Gabriel Elefteriu
History is not merely on the move again – as we have become used to saying in response to the great succession of extraordinary political and military events since about 2014-16, that are shattering the old rules and geopolitical status quo – but it is racing forward at a gallop. Over the past couple of weeks it has been events in Syria that have provided the latest shock to the global system, with the swift and sudden implosion of Assad’s regime at the hands of rebels left over from a civil war that the Syrian president had, by all accounts, won four years ago.
It is perhaps too early to identify all the elements involved in this coup de main, and exactly how it was accomplished. One difficulty is that the Syrian rebels are split into a multitude of groups with overlapping loyalties, shifting affiliations and opaque interests; discerning who’s who at any one point, and what their game is, is hard even for the intelligence agencies. Nowhere than in Syria could the expression, “one man’s terrorist is another man’s freedom fighter”, apply with more reason and effect.

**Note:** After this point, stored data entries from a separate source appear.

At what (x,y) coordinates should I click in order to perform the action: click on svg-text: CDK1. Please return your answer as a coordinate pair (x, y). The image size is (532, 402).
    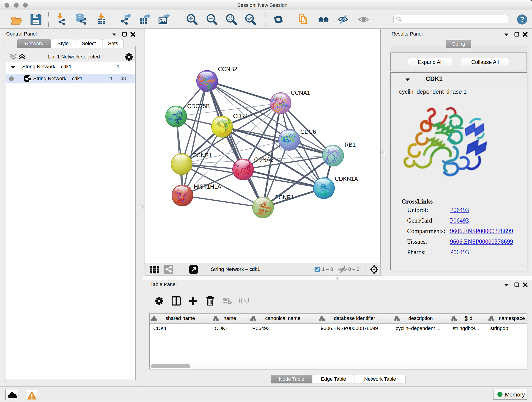
    Looking at the image, I should click on (241, 116).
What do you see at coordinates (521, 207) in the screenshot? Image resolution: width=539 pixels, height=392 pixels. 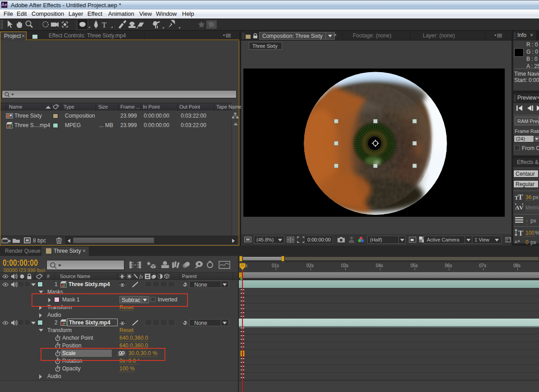 I see `svg-text: V` at bounding box center [521, 207].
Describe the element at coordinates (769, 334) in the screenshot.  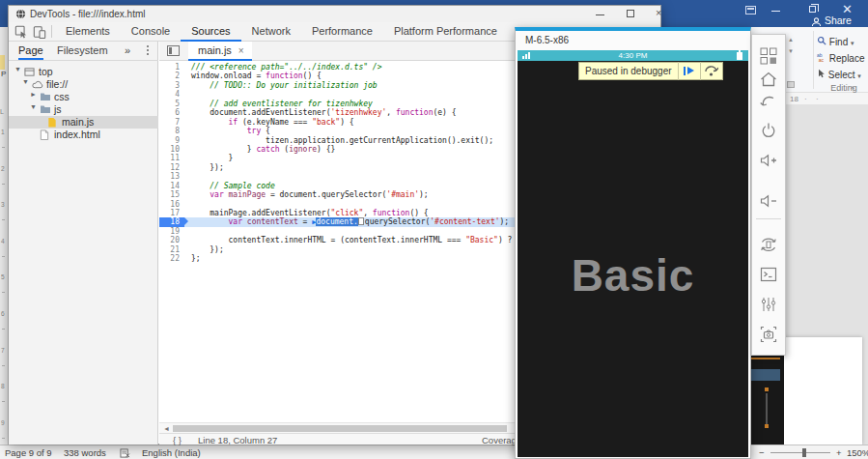
I see `screenshot-icon` at that location.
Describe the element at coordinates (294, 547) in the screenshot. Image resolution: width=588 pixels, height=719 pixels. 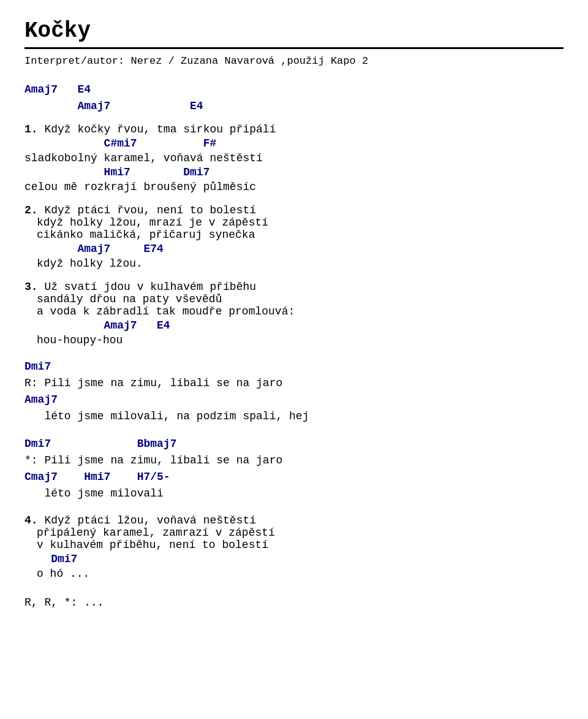
I see `verse-4: 4. Když ptáci lžou, voňavá neštěstí přip…` at that location.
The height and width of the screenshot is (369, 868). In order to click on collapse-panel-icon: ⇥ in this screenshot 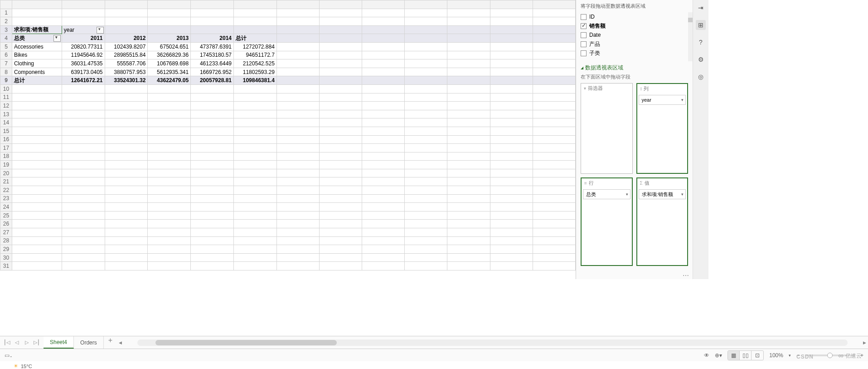, I will do `click(701, 8)`.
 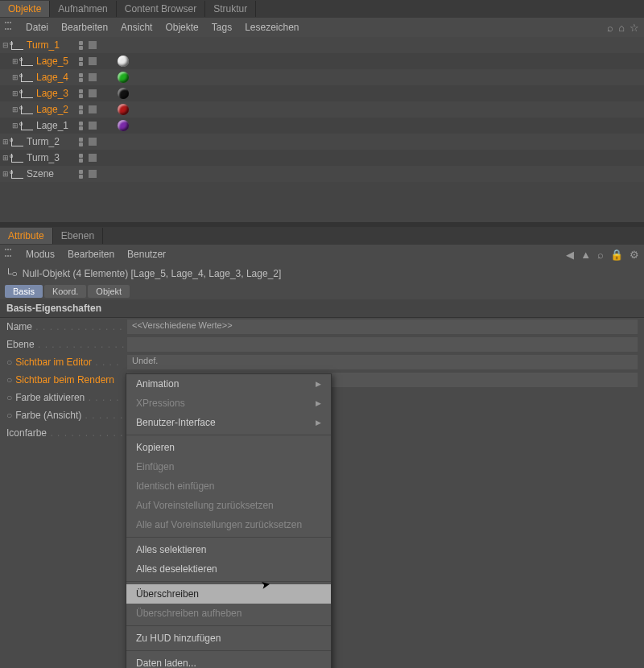 What do you see at coordinates (229, 486) in the screenshot?
I see `cm-identisch-einfuegen: Identisch einfügen` at bounding box center [229, 486].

Another problem is tracking the involvement of foreign state actors within this maze of war and deceit. For over a decade Syria has been an arena of confrontation and occasionally (sometimes simultaneously) cooperation between different combinations of Turkish, Iranian, Russian, Israeli, Gulf Arab and American interests – to name but the most prominent players. Turkey and Israel are by far the biggest beneficiaries of the recent turn of events; any direct role they might have had in covertly enabling aspects of the rebel offensive remains, for now, a mystery.